Anne Helen Petersen (Out of Office: The Big Problem and Bigger Promise of Working from Home)
This was, and remains, the dystopian reality underlying the redesign and automation of the office. Its mandate is never “You figured out how to do your tasks more efficiently, so you get to spend less time working.” It is always “You figured out how to do your tasks more efficiently, so you must now do more tasks, for the same pay.
Anne Helen Petersen (Out of Office: The Big Problem and Bigger Promise of Working from Home)
It had been a good, gentle life. Pleasures came from the books he was able to obtain with the sums allocated him; from his herb garden; from correspondents in many places. He had taught himself a little of medicine, and had a reputation for extracting teeth efficiently. Excitement—not inconsiderable—arrived home at intervals with the Captain and his company. [...] For Ibero di Vaquez the stories he heard were enough turbulence for him, and more than close enough to real conflict. He liked the seasonal rhythms of existence here, the measured routine of the days and years.
Guy Gavriel Kay (The Lions of Al-Rassan)
One of the most expensive commodities a nation can have is a cheap labor force. From this a host of consequences leaped forth as inevitable. —If you get labor for almost nothing, you have no incentive to buy expensive tools and the quality of your product will lag behind that of nations who do use the best tools on the market. —If you keep your labor occupied on menial tasks that are best suited to machines, your work force never develops those skills that would earn you more income. —If you employ ten to do the work of one, none of the ten will work to maximum efficiency because each will realize that what he or she does isn’t significant. —If you don’t pay your labor good wages, how can they ever afford to buy what you make?

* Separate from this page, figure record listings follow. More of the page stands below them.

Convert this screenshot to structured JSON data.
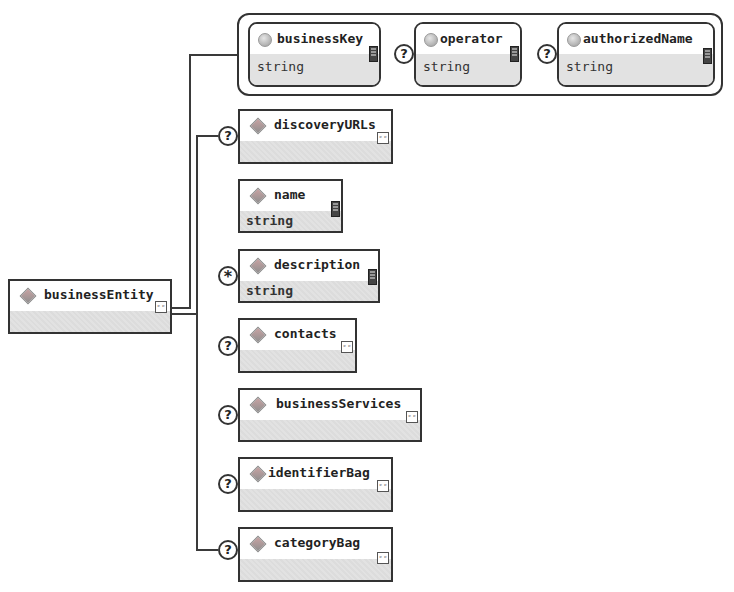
{
  "diagram": {
    "root": {
      "name": "businessEntity",
      "icon": "element-diamond-icon",
      "has_complex_type": true
    },
    "attributes": [
      {
        "name": "businessKey",
        "type": "string",
        "occurrence": ""
      },
      {
        "name": "operator",
        "type": "string",
        "occurrence": "?"
      },
      {
        "name": "authorizedName",
        "type": "string",
        "occurrence": "?"
      }
    ],
    "children": [
      {
        "name": "discoveryURLs",
        "type": "",
        "occurrence": "?",
        "complex": true
      },
      {
        "name": "name",
        "type": "string",
        "occurrence": "",
        "complex": false
      },
      {
        "name": "description",
        "type": "string",
        "occurrence": "*",
        "complex": false
      },
      {
        "name": "contacts",
        "type": "",
        "occurrence": "?",
        "complex": true
      },
      {
        "name": "businessServices",
        "type": "",
        "occurrence": "?",
        "complex": true
      },
      {
        "name": "identifierBag",
        "type": "",
        "occurrence": "?",
        "complex": true
      },
      {
        "name": "categoryBag",
        "type": "",
        "occurrence": "?",
        "complex": true
      }
    ],
    "icons": {
      "complex_type": "ᶜᶜ",
      "optional": "?",
      "many": "*"
    },
    "colors": {
      "border": "#333333",
      "body_fill": "#e0e0e0",
      "background": "#ffffff"
    }
  }
}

You limit your potential market by 50 percent at least, and if every employer in the region pays the same low wages, your market can vanish altogether. —A nation’s wealth is generated when the money from wages is quickly spread around because this causes more goods to be produced, and real wealth consists in the making and interchange of goods. And then I made the discovery: ‘Ricardo was wrong. There is no fixed quantum of money in the world, or in any nation. The rich man doesn’t suffer deprivation when labor gets a bigger share, for that larger amount means a bigger total for him.’” —Chapter VII, “Ideas”, page 257-258
James A. Michener (The World Is My Home: A Memoir)
Legacy Classic Homes specializes in building luxury custom dream homes on owner's land in all architectural styles, while using the latest energy efficient building practices for a home that is beautiful and high performing. Let us turn the home of your dreams into a reality.
Legacy Classic Homes
We don’t just remodel kitchens; we elevate them. Working hand in hand with homeowners across America, Myrkheim Builders, LLC ensures that every kitchen embodies perfect harmony between artistry and efficiency—a testament to what modern-day kitchen remodeling companies should aspire to achieve. Myrkheim Builders, LLC distinguishes itself as a renowned entity among kitchen remodeling companies in the USA where artistry and craftsmanship convene to transform the heart of your home. Our ethos resists the stale operations characteristic of impersonal corporate builders, choosing instead a pathway led by passion, integrity, and a relentless pursuit of excellence. At Myrkheim Builders, LLC, we value authenticity above all; we’re not just builders but also artists and craftsmen dedicated to creating spaces that embody both function and beauty. 2535 FM 685 Suite 480 Hutto Texas 78634 Phone (local) 512-842-6642 Company Email jacob@myrkheim.com Hours of operation "Sunday : Closed Monday : 09:00 - 17:00 to Friday : 09:00 - 17:00 Saturday : Closed Website
Myrkheim Builders, LLC
Daylight Assessment Ireland: Expert daylight analysis for homes and businesses, enhancing energy efficiency and comfort. Optimize your natural light today.